The platform itself does the expected things — evidence automation, control mapping, policy templates, monitoring — across SOC 2, ISO 27001, HIPAA, PCI, and others. Where it stands apart is that continuity: the people who built your readiness program and the people who audit it are on the same side of the table, which can make the whole process feel less adversarial and faster end to end.
Which leads straight to the tradeoff worth thinking hard about.
The single-vendor tradeoff
Bundling your software and your audit is convenient. It's also a concentration of trust, and there are two angles to weigh.
Independence. An audit's value comes partly from the auditor being independent of the thing they're examining. Thoropass structures its audit arm to satisfy the independence requirements auditors are held to, so this is a perception question more than a regulatory one — but perception matters. Some enterprise security teams reviewing your report may simply prefer to see a name-brand CPA firm they recognize. Most won't blink. It's worth knowing your buyers before you assume it's a non-issue.
Lock-in. When your evidence collection, your monitoring, and your audit all live with one vendor, switching later is harder. If you outgrow the platform or the relationship sours, you're not just migrating software — you're also finding a new auditor and re-establishing that relationship from scratch. With a separate platform and auditor, you can swap one without disturbing the other.

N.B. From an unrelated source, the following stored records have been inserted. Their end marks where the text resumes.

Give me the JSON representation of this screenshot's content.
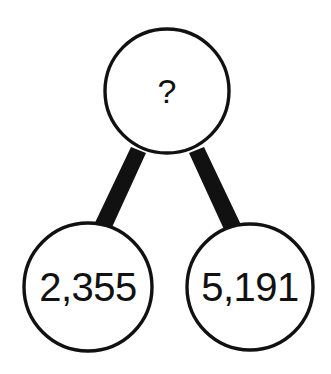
{
  "diagram": {
    "type": "number-bond",
    "background_color": "#ffffff",
    "stroke_color": "#111111",
    "fill_color": "#ffffff",
    "nodes": [
      {
        "id": "total",
        "role": "whole",
        "label": "?",
        "value": null,
        "cx": 167,
        "cy": 91,
        "r": 63
      },
      {
        "id": "part-left",
        "role": "part",
        "label": "2,355",
        "value": 2355,
        "cx": 88,
        "cy": 287,
        "r": 65
      },
      {
        "id": "part-right",
        "role": "part",
        "label": "5,191",
        "value": 5191,
        "cx": 250,
        "cy": 287,
        "r": 64
      }
    ],
    "connectors": [
      {
        "id": "connector-left",
        "from": "total",
        "to": "part-left"
      },
      {
        "id": "connector-right",
        "from": "total",
        "to": "part-right"
      }
    ]
  }
}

Convenience and independence pull in opposite directions here. The bundled model trades a little of the second for a lot of the first, and whether that's a good trade depends entirely on your buyers and your appetite for vendor concentration.
Neither outcome is wrong. For a small team doing its first SOC 2, the convenience often wins easily. For a company whose enterprise customers scrutinize audit provenance, the separation can be worth the extra coordination.
Side by side
| Secureframe | Thoropass | |
|---|---|---|
| Core model | Automation platform with guided onboarding and expert support | Platform bundled with in-house audit team |
| Audit | Bring your own / partner CPA network | Same vendor audits you |
| Best for | Teams wanting hand-holding, multiple frameworks | First-timers wanting one smooth software-plus-audit path |
| Frameworks | SOC 2, ISO 27001, HIPAA, PCI, GDPR, more | SOC 2, ISO 27001, HIPAA, PCI, more |
| Independence question | Standard third-party auditor | Single-vendor; satisfies independence rules but optics vary |
| Lock-in risk | Lower (swap auditor freely) | Higher (software and audit tied together) |
| Pricing feel | Premium for the managed support | Bundled; varies by scope |
Where these two fit in the wider market
Secureframe and Thoropass aren't the only games in town, and they're not always the right answer. If your team is technical and you'd rather self-implement on a leaner, cheaper platform, the more automation-first tools may suit you better — I compared the best-known ones in Vanta vs Drata vs Sprinto, and you can see how the whole category stacks up in the tools overview.
And whichever route you pick, remember what no platform does: the control work. These tools automate evidence and smooth the audit, but the access reviews, the tested incident response plan, the secure cloud config — that's still on you, and it's exactly the sequence I walk through in the SOC 2 guide. Get the controls right first, then let the platform you choose carry the proof.